FOR thousands of years babies were routinely breastfed for the first two years of their lives, or longer.

It has been widely believed that the practice dwindled during the Victorian era amid a combination of prudishness and the emergence of artificial feeding alternatives in the late 19th Century.

However, the first study of its kind in Scotland reveals a "rapid halt" in long-term breastfeeding 500 years ago.

Archaeologists obtained tiny bone fragments from the remains of 67 children buried at Aberdeen’s St Nicholas Kirk the 12th to 18th centuries and analysed them to estimate the age at which they must have been weaned off breastmilk.

They found a "sudden" reduction around the 16th and 17th centuries.

Dr Kate Britton, who led the study at Aberdeen University, said: “It is often thought that a relatively short period of breastfeeding – of around six months - is something that emerged later in the 18th and 19th centuries.

"But our study points to a very different picture with this change occurring much earlier.

“Breastfeeding and weaning practices tell us a great deal about changing ‘social norms’ and wider economic and cultural changes."

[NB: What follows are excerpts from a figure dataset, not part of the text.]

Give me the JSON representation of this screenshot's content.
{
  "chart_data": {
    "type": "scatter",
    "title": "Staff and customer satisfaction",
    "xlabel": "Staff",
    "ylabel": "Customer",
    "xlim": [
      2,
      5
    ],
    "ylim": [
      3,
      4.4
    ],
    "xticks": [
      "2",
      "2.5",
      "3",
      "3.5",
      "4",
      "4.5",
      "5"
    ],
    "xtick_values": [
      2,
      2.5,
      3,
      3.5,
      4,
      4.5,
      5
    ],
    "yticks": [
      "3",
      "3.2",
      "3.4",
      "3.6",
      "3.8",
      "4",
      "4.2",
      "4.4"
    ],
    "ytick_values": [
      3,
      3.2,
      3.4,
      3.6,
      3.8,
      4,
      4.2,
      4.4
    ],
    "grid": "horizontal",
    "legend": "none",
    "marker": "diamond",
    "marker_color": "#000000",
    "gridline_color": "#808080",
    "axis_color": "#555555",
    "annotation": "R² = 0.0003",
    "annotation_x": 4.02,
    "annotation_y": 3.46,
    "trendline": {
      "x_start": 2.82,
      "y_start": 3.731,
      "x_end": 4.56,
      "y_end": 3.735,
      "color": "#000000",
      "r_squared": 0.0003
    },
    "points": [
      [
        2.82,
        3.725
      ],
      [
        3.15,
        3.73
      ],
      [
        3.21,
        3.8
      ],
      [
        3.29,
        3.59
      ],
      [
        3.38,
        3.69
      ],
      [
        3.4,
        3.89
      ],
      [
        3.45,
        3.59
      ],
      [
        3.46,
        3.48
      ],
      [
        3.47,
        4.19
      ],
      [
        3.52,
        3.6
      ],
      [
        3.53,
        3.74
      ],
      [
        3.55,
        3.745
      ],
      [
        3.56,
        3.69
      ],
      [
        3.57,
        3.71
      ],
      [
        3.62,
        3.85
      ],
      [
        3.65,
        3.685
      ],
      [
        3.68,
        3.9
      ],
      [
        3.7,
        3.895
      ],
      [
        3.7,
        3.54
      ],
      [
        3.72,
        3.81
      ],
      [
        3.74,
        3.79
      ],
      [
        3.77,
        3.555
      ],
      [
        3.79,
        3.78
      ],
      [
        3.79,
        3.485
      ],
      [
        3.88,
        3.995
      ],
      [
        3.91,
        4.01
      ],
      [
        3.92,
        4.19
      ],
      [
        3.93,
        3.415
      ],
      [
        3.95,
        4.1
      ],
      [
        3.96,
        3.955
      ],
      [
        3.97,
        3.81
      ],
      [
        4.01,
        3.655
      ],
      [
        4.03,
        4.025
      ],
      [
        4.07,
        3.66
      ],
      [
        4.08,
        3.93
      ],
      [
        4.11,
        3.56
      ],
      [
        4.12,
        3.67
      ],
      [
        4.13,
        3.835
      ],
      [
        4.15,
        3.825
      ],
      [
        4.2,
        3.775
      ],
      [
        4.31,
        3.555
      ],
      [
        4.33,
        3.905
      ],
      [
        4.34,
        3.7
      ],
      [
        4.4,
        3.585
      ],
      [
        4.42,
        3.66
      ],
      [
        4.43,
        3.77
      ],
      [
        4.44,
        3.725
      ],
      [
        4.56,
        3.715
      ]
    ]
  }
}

The individuals buried in Aberdeen would have been fairly affluent and middle class, but the findings correspond to previous bio-archaeological studies in England indicating that the decline in duration of breastfeeding was occurring across all classes.

Dr Britton said further research is needed into the reasons why trends in breastfeeding changed 500 years ago, but among wealthier women it is thought it may have declined in popularity because it interfered with their outfits or pursuits, such as playing cards.

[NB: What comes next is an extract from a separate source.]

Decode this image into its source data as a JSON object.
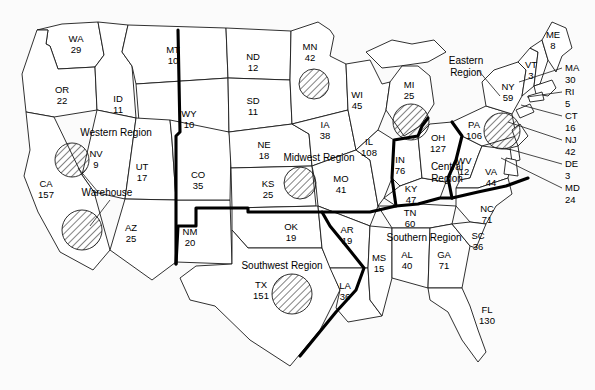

It also coincided with the expansion of cities, which accelerated the spread of ideas, and post-Reformation Protestantism which promoted the mother's role in childrearing and made wet nurses taboo.

Dr Britton said: “By analysing our data in conjunction with the results of these previous studies, we can see that trends were very similar across England and Scotland.

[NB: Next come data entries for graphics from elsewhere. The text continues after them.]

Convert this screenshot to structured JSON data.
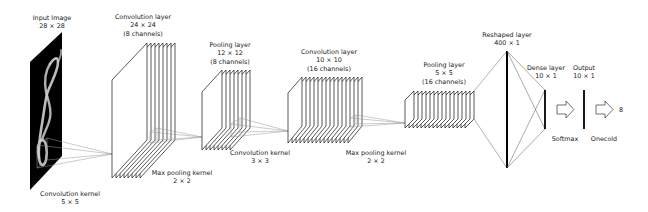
{
  "labels": {
    "input": {
      "line1": "Input Image",
      "line2": "28 × 28"
    },
    "conv1": {
      "line1": "Convolution layer",
      "line2": "24 × 24",
      "line3": "(8 channels)"
    },
    "pool1": {
      "line1": "Pooling layer",
      "line2": "12 × 12",
      "line3": "(8 channels)"
    },
    "conv2": {
      "line1": "Convolution layer",
      "line2": "10 × 10",
      "line3": "(16 channels)"
    },
    "pool2": {
      "line1": "Pooling layer",
      "line2": "5 × 5",
      "line3": "(16 channels)"
    },
    "reshaped": {
      "line1": "Reshaped layer",
      "line2": "400 × 1"
    },
    "dense": {
      "line1": "Dense layer",
      "line2": "10 × 1"
    },
    "output": {
      "line1": "Output",
      "line2": "10 × 1"
    },
    "kernel1": {
      "line1": "Convolution kernel",
      "line2": "5 × 5"
    },
    "maxpool1": {
      "line1": "Max pooling kernel",
      "line2": "2 × 2"
    },
    "kernel2": {
      "line1": "Convolution kernel",
      "line2": "3 × 3"
    },
    "maxpool2": {
      "line1": "Max pooling kernel",
      "line2": "2 × 2"
    },
    "softmax": "Softmax",
    "onecold": "Onecold",
    "prediction": "8"
  },
  "layers": [
    {
      "name": "input",
      "size": "28 × 28",
      "channels": 1
    },
    {
      "name": "conv1",
      "size": "24 × 24",
      "channels": 8
    },
    {
      "name": "pool1",
      "size": "12 × 12",
      "channels": 8
    },
    {
      "name": "conv2",
      "size": "10 × 10",
      "channels": 16
    },
    {
      "name": "pool2",
      "size": "5 × 5",
      "channels": 16
    },
    {
      "name": "reshaped",
      "size": "400 × 1"
    },
    {
      "name": "dense",
      "size": "10 × 1"
    },
    {
      "name": "output",
      "size": "10 × 1"
    }
  ],
  "colors": {
    "line": "#111111",
    "kernel": "#999999",
    "input_bg": "#000000",
    "digit": "#dddddd"
  }
}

"For example, we can see that middle class people in Aberdeen were behaving in same way as those in London workhouses a century or so later.

“We can only speculate as to why this might be but increased urbanisation, women working outside the home and cultural changes following the Reformation may be contributing factors.

"Furthermore, maternal nursing was seen by some as inconvenient and unfashionable, interfering with social pursuits.

“An alternative was wet-nursing, but there also seems to be a corresponding decline in the social acceptance of wet nursing in this period, with medical writers and physicians in the later medieval period and into the 16th and 17th centuries discussing the link between the personal attributes of the person feeding an infant and the baby’s character.

"Red-heads, for example, were to be avoided as wet-nurses as they could make a baby hot tempered with their milk.”

The findings are published in the International Journal of Osteoarchaeology.